July 28, 2013

Random Excerpt

From “The Real Life-Story of Charlie Chaplin” by Jim Tully, Pictorial Review, March 1927. Tully was Chaplin’s publicist during the mid-1920s:
At the Ambassador we took a table near the dancing space in the center of the room.
Wealthy sightseers stopped within a few feet of the great man's table. Three women introduced themselves. Charlie, as usual, with the manners of a duke, stood up and bowed politely. When the last lady had gone Charlie exclaimed, under his breath, "darn her!"
"Why is wealth more vulgar than poverty, Charlie?" I asked.
He looked at me earnestly as if trying to frame an answer.
"Because," he answered slowly, "wealth itself is more vulgar. There's simplicity in poverty--simplicity without ostentation."
I liked the answer.
From Pictorial Review, 1927.
 Photo by Apeda.
Time and again beautiful women at neighboring tables or from the dancing-floor smiled their open admiration. He, Charlie, was oblivious of it all. I called his attention to it. His only comment was, “They know I am Charlie Chaplin. If I came in here an unknown, no one would look at me.” Then, his face lighting up, he began in a reminiscent mood:
“There’s more fun meeting someone who doesn’t know who you are.
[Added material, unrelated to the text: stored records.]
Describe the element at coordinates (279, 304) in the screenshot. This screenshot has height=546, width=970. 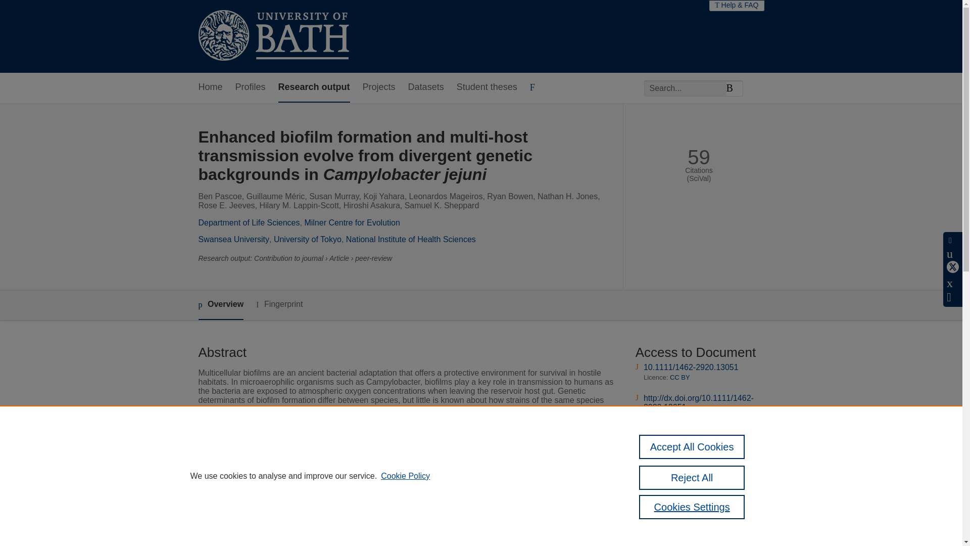
I see `Fingerprint` at that location.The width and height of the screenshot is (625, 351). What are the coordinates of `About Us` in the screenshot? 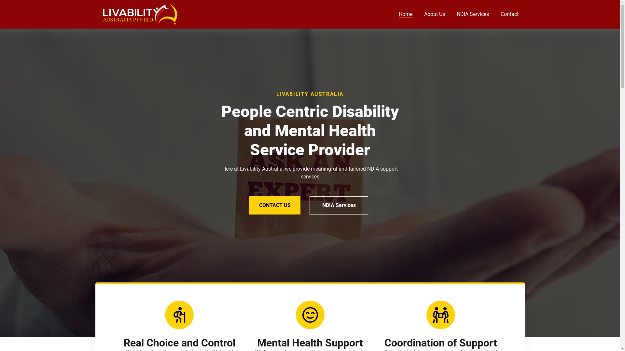 It's located at (434, 14).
I met a pretty little girl on Broadway one day. She worked at a soda-fountain and I was in having an ice cream soda. I had no necktie on—and my shirt was open at the throat, and I hadn’t shaved in three days—I was very low and didn’t know what to do with myself so I’d strolled into the place and finished my soda just as the girl was goin’ off duty. She’d smiled nice at me before, and I jokingly said:
“Can I walk down the street with you? And she came right back, “Surely."
We walked out of the store together and finally the little girl asked, “Where do you work?”
“Over at Robinson’s in the shoe department—I’m on my vacation now," I told her.
“Gee—you got a good job, ain’t you?” She looked admiringly at me when she said it.
“You bet I have—I’m gettin’ thirty a week the first of October—I came out here from the East an’ fell right into it a year ago.”
“Gosh—you was lucky” said the girl. “My brother didn’t get work for four months after we came here—work’s hard to get here—when you don’t know no one.”
“I’ll say it is,” I told her.
We looked at some hats in a window. “That’s a peach, ” I said, “for six dollars—”
“Gee—it’s a dandy—but they ain’t no hat in the world worth that much—not when you jerk soda for a livin’—I make all my own hats.”
“That so?” I says; “the hat you got on looks nice—did you make it?”
“I sure did.”
Charlie placed a knife and fork in the form of a pyramid. It fell down. He resumed.
“I’ve never seen anyone prettier than that little girl—she had a little doll mouth and great big blue eyes that always seemed to be askin’ questions. We went over in Pershing Square and sat down, I kept my cap low over my eyes so’s no one would notice me—and the little kid talked on just as if she was hungry to tell someone her troubles. “You like it in California?” I asked her.
“Yes—we had so much trouble back in Iowa I was glad to get away.”
“Father owned a big farm there—then everything happened at once,” she shuddered, and I didn’t press matters, but changed the subject.
I made up my mind right then to be her friend. “Let’s go an’ have something to eat,” I suggested. She was willing, and we walked along Fifth Street, and when we came to Boos Brothers’ Cafeteria near Broadway she kind of sidled toward it.
I told her we weren’t going there and that I knew a better place. She says, “Where?” and I says, “The Alexandria.”
She gasped right out and says, “Gee, no—it’s too swell. It’ll cost you a week’s wages for a meal there.” I told her I wanted to celebrate and that one of the waiters roomed where I do—so’s it would be all right. “But you ain’t got no tie on,” she told me. I told her we would sit over in the corner. Finally she went in with me.
We had the finest time, as she soon forgot herself and began to talk to me some more about her life on the farm and her driving to high school every morning.
Then I told her how one time I came near buying a hog ranch in Texas and settling down to raise hogs. I intended to do that one time just before I went into pictures—and I came darn near letting the cat out of the bag—forgetting that I was just a shoe clerk to her, when she says, “It takes money to buy hog ranches—even in Texas.” Then I came down to earth.
We sat there a long time and kept getting chummier and chummier until finally Norma Talmadge came in and came running up to me yelling, “Hello, Charlie!” and the game was up. The little girl looked startled and tried to stammer something when I introduced Norma to her. She excused herself for a minute. —Charlie looked around the gay room wistfully—“and she never came back.”
There was a pause for some minutes. “She never came back to work, and I could never find any trace of her—and that was that.”
After a pause Charlie drummed the table with his fingers, then rising, he said quietly, more to himself that to me, “You never can tell.”

1 comment:

  1. gh! here is that glimmer of the "beautiful problem child" again. allow me to throw my hands up in despair.

    ReplyDelete


Note: Only a member of this blog may post a comment.